The Dragon in the Sea by Frank Herbert
A neat little SF submarine warfare tale, rather like Red October with more psychology. The hero is from the psych ops department of the Navy, and is placed aboard a four-man oil-stealing sub to figure out why so many have gone missing lately. Along the way they encounter more problems than, well, than the Red October. (And, like the RO movie, the only female characters appear on the first page and the last. Of course, the bulk of the book is about just those four guys.) Interesting, if a bit fraught, and recommended.Drow of the Underdark for D&D, by Marmell, Pryor, Schwalb, Vaughan
As opposed to what? Drow of the Mountaintops? Drow of the Fluffy Bunnies? D&D's latest "monsterbook" is about the ebon-skinned, silver-haired, evil elves of the lands underground. While it lacks the imagination of the earlier books on aberrations and undead, it's serviceable, exhaustive, and has some nice crunch. (Some. Not a lot.) Mildly recommended.

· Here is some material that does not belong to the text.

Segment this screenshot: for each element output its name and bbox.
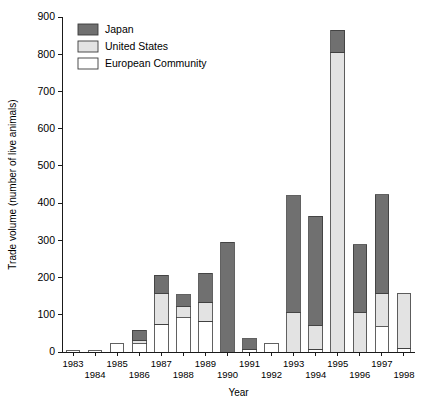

(What do you want to bet a certain DEB started contemplating a "Drow of the fluffy bunnies" costume the minute she read that?)The Sirius Mystery by Robert Temple
A nominally non-fiction book about ancient alien contact. I picked it up a few years ago when I was working on an RPG book proposal related to the Bermuda Triangle, and never got around to reading it until now. I got a few dozen pages in before remembering that I have a very low tolerance for certain kinds of, umm, "untraditional theories" (to be polite), when presented seriously. Just not my cuppa.